FIRST to be wowed by students

Teens have an innate way of humbling adults. Ask them a question about social media, music, technology, sports, pop culture, the weather, food, their friends, their teachers, their lives — to name just a few topics that come to mind — and the sighs and eye rolls that precede what, to them, is the most obvious answer ever will leave you realizing just how much of an imbecile you are for asking.

I like to think their disdain isn’t malicious. It’s just difficult and tiresome when you know everything and you’re asked a question by someone who obviously doesn’t know anything.

Of course there are other times when, as an adult, you marvel at a teen’s omniscience and you don’t mind feeling like a complete goof.

Spend any time with students participating in the annual FIRST Robotics competition and once you’ve closed your mouth and regained your senses, you’ll realize just how brilliant these kids are.

And just how simple you are.

The FIRST competition is one of two that happens during the school year. The other, VEX, takes place typically during the fall while the FIRST competition is this weekend at Valley View Casino.

In both the objective is the same: teams of teens build working robots that will be used to compete against other schools’ robots in building, stacking or throwing objects.

Or, to put it in simple-enough- for-an-adult-to-understand: they build cool things.

Under the FIRST guidelines, teams have about three months to design, build and program a functioning robot while at the same time creating a “brand,” raising funds and generating publicity — in essence behaving like a mini technological start- up.

At Castle Park High School — one of five high schools from Sweetwater Union High School District competing in this weekend’s event — students were figuring out ways to create an arm that, when extended, would be has high as six feet while at the same time creating a base that would be stable enough to support the device and maximize mobility. They also toyed with the idea of incorporating sensors that allowed the robot to avoid objects when it was operating autonomously.

Of course there also was the task of combing through buggy software that temporarily hampered their efforts at developing a working joystick. Without the joystick there would be no way of operating the robot during the competition’s non-autonomous portion.

Over the course of mere weeks, metal, wires, laptops and what otherwise looks like junk to the untrained eye is assembled into the kinds of devices that NASA might one day use when they’re settling a colony on Mars.

Watching it all take shape is a humbling experience.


▶ [Activity]
Up to and including the final line, retype each line of the records below, starting with the one that contains "Seek 'human face'.".

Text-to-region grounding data
******************************
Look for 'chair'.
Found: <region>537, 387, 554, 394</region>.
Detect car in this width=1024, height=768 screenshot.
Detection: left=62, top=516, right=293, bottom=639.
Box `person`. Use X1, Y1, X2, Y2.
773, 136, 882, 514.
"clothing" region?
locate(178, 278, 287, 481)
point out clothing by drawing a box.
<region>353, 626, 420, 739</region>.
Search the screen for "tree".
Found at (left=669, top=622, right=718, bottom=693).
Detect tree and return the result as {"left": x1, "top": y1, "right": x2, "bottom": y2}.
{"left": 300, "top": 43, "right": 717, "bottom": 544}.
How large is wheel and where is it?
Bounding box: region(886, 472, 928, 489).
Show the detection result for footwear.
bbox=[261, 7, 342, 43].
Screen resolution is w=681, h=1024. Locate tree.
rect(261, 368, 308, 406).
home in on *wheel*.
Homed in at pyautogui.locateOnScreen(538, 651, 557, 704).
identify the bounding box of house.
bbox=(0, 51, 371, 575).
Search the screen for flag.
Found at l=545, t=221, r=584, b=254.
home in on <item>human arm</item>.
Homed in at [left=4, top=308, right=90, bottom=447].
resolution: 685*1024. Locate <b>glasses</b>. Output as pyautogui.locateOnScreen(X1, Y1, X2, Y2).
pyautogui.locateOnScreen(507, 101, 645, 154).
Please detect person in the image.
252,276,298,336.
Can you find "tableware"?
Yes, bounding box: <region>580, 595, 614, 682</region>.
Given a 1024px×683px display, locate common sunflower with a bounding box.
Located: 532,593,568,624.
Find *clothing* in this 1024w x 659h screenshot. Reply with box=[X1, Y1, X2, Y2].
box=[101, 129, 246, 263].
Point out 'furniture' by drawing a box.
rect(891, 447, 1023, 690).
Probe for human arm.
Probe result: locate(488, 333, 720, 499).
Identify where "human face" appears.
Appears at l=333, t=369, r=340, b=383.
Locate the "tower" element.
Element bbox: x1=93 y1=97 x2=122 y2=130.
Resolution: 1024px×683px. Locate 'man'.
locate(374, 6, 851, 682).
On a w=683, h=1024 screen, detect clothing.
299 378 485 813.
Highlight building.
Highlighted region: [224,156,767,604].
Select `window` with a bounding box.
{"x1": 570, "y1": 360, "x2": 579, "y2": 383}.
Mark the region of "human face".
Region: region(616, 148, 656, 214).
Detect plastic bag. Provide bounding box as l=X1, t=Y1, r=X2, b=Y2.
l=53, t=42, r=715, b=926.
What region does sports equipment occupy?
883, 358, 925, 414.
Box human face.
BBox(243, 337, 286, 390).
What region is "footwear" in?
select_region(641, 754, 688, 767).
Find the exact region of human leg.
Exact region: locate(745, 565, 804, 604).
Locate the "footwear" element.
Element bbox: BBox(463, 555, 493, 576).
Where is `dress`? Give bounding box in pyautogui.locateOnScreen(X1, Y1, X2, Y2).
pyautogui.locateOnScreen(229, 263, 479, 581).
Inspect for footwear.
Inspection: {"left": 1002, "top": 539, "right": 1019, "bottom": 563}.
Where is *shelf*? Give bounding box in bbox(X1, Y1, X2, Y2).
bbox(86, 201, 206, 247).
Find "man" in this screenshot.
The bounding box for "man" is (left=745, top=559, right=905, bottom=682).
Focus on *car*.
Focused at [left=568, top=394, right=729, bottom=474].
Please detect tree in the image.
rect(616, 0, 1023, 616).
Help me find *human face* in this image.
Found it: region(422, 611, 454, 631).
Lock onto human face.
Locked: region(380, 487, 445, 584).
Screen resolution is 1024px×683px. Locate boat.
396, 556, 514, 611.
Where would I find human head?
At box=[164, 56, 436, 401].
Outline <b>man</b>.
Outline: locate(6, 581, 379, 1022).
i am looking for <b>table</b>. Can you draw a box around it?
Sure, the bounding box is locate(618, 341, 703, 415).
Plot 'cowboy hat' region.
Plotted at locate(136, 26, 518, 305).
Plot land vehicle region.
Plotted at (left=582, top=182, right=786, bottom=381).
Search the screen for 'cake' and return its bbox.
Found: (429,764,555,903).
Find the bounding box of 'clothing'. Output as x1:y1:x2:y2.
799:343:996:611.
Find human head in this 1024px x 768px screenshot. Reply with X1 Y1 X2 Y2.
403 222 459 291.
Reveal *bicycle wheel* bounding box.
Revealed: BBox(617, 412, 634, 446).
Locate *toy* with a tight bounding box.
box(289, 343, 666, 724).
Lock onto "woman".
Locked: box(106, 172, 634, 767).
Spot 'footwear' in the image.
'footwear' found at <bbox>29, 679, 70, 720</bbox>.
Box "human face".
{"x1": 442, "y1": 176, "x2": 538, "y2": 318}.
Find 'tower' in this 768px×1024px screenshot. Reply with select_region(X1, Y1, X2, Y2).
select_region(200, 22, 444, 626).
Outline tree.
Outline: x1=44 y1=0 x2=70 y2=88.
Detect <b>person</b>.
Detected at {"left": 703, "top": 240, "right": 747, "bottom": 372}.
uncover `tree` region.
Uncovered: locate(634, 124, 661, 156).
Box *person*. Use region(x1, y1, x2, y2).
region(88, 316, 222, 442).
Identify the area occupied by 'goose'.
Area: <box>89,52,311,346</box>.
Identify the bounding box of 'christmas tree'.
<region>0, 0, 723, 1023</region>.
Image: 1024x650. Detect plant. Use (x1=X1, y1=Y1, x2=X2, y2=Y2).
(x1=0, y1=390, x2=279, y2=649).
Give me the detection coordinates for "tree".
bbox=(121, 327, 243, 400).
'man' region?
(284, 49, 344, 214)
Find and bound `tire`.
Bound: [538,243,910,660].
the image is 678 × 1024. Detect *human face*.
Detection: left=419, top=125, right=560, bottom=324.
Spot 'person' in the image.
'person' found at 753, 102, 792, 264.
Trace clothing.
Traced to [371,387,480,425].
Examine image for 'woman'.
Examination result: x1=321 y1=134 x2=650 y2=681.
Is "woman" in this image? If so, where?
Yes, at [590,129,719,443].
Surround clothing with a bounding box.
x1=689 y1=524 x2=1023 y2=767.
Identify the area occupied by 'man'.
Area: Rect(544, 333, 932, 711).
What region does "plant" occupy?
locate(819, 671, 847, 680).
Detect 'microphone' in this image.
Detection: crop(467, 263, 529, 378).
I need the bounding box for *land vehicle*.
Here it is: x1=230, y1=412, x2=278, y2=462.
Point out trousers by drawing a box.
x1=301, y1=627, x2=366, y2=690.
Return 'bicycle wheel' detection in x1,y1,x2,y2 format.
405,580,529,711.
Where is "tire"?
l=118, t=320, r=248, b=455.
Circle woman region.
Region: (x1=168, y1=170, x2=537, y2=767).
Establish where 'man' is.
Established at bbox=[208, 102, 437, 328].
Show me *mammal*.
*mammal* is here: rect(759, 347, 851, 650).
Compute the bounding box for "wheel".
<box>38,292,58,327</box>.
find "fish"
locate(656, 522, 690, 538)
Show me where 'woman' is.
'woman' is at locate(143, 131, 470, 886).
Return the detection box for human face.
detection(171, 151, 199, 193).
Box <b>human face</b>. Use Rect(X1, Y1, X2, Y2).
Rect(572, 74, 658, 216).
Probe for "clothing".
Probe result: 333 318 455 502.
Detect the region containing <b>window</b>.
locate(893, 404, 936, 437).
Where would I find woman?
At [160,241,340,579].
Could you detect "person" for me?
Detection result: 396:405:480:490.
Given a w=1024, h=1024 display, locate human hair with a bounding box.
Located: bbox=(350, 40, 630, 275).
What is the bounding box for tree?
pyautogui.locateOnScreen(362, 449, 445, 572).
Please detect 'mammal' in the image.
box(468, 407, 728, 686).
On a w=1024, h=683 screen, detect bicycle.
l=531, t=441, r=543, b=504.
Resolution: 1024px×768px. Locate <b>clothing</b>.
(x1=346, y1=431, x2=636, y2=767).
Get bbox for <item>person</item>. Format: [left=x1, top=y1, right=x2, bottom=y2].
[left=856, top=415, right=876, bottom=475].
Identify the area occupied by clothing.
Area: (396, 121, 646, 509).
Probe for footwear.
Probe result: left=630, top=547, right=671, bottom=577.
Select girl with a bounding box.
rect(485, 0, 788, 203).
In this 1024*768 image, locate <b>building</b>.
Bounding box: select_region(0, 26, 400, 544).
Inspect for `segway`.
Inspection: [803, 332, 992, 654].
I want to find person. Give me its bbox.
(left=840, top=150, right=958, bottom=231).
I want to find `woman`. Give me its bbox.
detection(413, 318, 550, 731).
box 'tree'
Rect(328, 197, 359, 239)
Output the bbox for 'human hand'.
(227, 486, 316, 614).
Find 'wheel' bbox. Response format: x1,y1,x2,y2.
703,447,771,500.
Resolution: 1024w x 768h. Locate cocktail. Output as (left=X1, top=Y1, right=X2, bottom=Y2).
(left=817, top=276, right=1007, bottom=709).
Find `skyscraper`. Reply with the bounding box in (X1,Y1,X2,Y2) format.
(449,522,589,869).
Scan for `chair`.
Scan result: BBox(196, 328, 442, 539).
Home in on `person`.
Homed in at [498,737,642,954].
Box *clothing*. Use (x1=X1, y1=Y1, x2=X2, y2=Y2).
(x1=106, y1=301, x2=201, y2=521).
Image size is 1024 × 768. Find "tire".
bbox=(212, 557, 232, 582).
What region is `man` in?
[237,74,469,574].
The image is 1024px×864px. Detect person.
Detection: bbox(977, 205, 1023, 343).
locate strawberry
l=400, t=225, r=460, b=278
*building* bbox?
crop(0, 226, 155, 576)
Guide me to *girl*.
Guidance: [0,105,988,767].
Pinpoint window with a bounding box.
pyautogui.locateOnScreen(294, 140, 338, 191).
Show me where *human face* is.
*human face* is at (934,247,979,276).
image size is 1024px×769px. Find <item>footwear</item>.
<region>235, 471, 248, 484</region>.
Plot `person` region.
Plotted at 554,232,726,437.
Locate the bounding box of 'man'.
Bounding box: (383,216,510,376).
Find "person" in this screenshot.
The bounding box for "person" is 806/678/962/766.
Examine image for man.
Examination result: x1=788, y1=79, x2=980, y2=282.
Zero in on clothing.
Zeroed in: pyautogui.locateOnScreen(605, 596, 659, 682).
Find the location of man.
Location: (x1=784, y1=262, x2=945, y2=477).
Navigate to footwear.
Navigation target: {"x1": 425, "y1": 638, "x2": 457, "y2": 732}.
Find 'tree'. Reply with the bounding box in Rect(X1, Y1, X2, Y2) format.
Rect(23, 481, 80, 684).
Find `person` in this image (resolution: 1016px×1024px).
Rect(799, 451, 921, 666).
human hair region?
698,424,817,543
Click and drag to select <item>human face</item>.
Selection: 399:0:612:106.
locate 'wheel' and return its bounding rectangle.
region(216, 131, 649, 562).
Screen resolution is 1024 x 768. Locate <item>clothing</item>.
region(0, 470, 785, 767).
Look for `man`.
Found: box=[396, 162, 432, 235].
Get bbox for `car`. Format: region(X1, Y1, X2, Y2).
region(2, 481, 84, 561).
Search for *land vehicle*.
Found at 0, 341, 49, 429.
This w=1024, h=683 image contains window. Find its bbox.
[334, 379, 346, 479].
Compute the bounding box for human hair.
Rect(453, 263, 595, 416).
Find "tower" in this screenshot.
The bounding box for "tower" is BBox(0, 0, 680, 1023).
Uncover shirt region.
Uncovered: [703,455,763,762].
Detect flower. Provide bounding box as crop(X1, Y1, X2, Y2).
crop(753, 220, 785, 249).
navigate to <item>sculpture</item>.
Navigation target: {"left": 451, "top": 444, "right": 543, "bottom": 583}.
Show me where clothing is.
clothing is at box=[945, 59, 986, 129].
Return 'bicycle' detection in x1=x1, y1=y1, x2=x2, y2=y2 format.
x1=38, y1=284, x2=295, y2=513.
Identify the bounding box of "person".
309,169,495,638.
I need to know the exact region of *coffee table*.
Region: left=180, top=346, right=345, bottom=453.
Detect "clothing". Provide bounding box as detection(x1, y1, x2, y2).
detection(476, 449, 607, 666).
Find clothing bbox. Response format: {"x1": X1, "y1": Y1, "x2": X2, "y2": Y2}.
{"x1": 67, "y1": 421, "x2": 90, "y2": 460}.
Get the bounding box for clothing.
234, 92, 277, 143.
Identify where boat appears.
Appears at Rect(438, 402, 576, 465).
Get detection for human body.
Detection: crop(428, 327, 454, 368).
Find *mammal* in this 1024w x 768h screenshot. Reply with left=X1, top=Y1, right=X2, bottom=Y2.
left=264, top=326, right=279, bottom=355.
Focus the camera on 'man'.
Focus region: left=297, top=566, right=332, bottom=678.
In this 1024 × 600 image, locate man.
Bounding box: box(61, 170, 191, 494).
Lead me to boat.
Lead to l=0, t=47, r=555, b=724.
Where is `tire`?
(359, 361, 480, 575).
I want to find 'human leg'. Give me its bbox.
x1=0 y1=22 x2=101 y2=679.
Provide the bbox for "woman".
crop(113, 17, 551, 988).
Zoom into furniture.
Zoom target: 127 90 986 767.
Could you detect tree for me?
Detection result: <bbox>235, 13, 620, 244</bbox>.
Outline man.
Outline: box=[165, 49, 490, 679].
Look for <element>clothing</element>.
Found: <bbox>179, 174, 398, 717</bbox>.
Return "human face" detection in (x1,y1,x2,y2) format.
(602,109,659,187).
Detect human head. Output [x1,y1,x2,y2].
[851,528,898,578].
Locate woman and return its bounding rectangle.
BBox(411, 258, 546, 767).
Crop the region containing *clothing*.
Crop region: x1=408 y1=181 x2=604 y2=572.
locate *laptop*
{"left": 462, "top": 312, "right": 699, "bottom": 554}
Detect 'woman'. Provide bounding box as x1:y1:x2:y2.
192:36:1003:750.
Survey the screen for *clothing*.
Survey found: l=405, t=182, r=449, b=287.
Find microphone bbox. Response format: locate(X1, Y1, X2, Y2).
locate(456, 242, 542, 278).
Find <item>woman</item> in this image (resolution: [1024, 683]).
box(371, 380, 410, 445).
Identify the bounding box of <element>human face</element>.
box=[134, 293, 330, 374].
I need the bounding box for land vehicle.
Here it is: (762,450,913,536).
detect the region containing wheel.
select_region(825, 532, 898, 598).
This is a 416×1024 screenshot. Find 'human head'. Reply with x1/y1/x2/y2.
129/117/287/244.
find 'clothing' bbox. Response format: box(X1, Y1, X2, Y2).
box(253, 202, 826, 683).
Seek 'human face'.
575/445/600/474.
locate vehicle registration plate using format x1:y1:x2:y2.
******************************
▶ [Solved problem]
Seek 'human face'.
575/445/600/474.
locate vehicle registration plate using format x1:y1:x2:y2.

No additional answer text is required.